§ Work task
Each record below should be given again exactly as it reads.

═══ Task input ═══

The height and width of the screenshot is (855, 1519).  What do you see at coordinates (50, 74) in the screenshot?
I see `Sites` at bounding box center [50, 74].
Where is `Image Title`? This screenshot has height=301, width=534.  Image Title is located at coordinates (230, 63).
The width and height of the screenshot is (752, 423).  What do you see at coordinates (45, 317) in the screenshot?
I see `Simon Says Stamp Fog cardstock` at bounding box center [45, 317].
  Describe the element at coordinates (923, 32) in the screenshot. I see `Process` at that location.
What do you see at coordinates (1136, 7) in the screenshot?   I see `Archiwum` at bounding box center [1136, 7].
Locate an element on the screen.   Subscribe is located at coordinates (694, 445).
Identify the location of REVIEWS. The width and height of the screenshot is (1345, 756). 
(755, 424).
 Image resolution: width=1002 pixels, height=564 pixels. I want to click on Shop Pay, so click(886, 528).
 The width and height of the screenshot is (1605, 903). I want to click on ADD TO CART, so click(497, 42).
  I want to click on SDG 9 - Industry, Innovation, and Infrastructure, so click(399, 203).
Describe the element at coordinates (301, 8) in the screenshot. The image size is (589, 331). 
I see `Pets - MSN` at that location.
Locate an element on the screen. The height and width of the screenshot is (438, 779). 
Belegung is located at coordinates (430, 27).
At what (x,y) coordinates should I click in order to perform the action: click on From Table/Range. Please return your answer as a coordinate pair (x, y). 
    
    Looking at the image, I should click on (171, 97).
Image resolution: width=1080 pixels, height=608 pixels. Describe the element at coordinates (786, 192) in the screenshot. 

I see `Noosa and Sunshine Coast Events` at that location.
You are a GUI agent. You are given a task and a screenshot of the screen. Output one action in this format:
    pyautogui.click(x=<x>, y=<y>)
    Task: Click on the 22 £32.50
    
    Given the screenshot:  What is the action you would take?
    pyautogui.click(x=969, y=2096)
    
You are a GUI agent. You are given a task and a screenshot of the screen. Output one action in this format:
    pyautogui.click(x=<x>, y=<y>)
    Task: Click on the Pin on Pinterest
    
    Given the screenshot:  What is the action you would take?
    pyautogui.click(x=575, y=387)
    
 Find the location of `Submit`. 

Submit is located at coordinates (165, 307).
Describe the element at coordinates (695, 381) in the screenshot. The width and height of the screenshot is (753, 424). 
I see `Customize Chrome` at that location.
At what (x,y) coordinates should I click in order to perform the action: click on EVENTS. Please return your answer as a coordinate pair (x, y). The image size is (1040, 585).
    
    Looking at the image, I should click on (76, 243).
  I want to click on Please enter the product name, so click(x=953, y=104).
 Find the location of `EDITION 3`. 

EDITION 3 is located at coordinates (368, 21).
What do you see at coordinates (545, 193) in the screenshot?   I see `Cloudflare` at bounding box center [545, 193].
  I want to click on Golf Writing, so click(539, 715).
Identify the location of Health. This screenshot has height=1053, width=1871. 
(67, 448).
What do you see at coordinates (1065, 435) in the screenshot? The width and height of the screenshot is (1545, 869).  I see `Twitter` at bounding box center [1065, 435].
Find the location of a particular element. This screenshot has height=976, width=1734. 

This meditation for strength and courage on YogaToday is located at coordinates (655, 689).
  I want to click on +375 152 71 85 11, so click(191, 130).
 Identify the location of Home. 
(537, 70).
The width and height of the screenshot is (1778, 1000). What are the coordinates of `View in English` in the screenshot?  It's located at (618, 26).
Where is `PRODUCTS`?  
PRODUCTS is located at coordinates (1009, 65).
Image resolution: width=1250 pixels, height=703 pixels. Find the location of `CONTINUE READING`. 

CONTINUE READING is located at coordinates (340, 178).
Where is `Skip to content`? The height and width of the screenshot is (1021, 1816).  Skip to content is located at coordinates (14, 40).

═══

§ Task response
The height and width of the screenshot is (855, 1519).  What do you see at coordinates (50, 74) in the screenshot?
I see `Sites` at bounding box center [50, 74].
Where is `Image Title`? This screenshot has height=301, width=534.  Image Title is located at coordinates (230, 63).
The width and height of the screenshot is (752, 423).  What do you see at coordinates (45, 317) in the screenshot?
I see `Simon Says Stamp Fog cardstock` at bounding box center [45, 317].
  Describe the element at coordinates (923, 32) in the screenshot. I see `Process` at that location.
What do you see at coordinates (1136, 7) in the screenshot?   I see `Archiwum` at bounding box center [1136, 7].
Locate an element on the screen.   Subscribe is located at coordinates (694, 445).
Identify the location of REVIEWS. The width and height of the screenshot is (1345, 756). 
(755, 424).
 Image resolution: width=1002 pixels, height=564 pixels. I want to click on Shop Pay, so click(886, 528).
 The width and height of the screenshot is (1605, 903). I want to click on ADD TO CART, so click(497, 42).
  I want to click on SDG 9 - Industry, Innovation, and Infrastructure, so click(399, 203).
Describe the element at coordinates (301, 8) in the screenshot. The image size is (589, 331). 
I see `Pets - MSN` at that location.
Locate an element on the screen. The height and width of the screenshot is (438, 779). 
Belegung is located at coordinates (430, 27).
At what (x,y) coordinates should I click in order to perform the action: click on From Table/Range. Please return your answer as a coordinate pair (x, y). 
    
    Looking at the image, I should click on (171, 97).
Image resolution: width=1080 pixels, height=608 pixels. Describe the element at coordinates (786, 192) in the screenshot. 

I see `Noosa and Sunshine Coast Events` at that location.
You are a GUI agent. You are given a task and a screenshot of the screen. Output one action in this format:
    pyautogui.click(x=<x>, y=<y>)
    Task: Click on the 22 £32.50
    
    Given the screenshot:  What is the action you would take?
    pyautogui.click(x=969, y=2096)
    
You are a GUI agent. You are given a task and a screenshot of the screen. Output one action in this format:
    pyautogui.click(x=<x>, y=<y>)
    Task: Click on the Pin on Pinterest
    
    Given the screenshot:  What is the action you would take?
    pyautogui.click(x=575, y=387)
    
 Find the location of `Submit`. 

Submit is located at coordinates (165, 307).
Describe the element at coordinates (695, 381) in the screenshot. The width and height of the screenshot is (753, 424). 
I see `Customize Chrome` at that location.
At what (x,y) coordinates should I click in order to perform the action: click on EVENTS. Please return your answer as a coordinate pair (x, y). The image size is (1040, 585).
    
    Looking at the image, I should click on (76, 243).
  I want to click on Please enter the product name, so click(x=953, y=104).
 Find the location of `EDITION 3`. 

EDITION 3 is located at coordinates (368, 21).
What do you see at coordinates (545, 193) in the screenshot?   I see `Cloudflare` at bounding box center [545, 193].
  I want to click on Golf Writing, so click(539, 715).
Identify the location of Health. This screenshot has height=1053, width=1871. 
(67, 448).
What do you see at coordinates (1065, 435) in the screenshot? The width and height of the screenshot is (1545, 869).  I see `Twitter` at bounding box center [1065, 435].
Find the location of a particular element. This screenshot has height=976, width=1734. 

This meditation for strength and courage on YogaToday is located at coordinates (655, 689).
  I want to click on +375 152 71 85 11, so click(191, 130).
 Identify the location of Home. 
(537, 70).
The width and height of the screenshot is (1778, 1000). What are the coordinates of `View in English` in the screenshot?  It's located at (618, 26).
Where is `PRODUCTS`?  
PRODUCTS is located at coordinates (1009, 65).
Image resolution: width=1250 pixels, height=703 pixels. Find the location of `CONTINUE READING`. 

CONTINUE READING is located at coordinates (340, 178).
Where is `Skip to content`? The height and width of the screenshot is (1021, 1816).  Skip to content is located at coordinates (14, 40).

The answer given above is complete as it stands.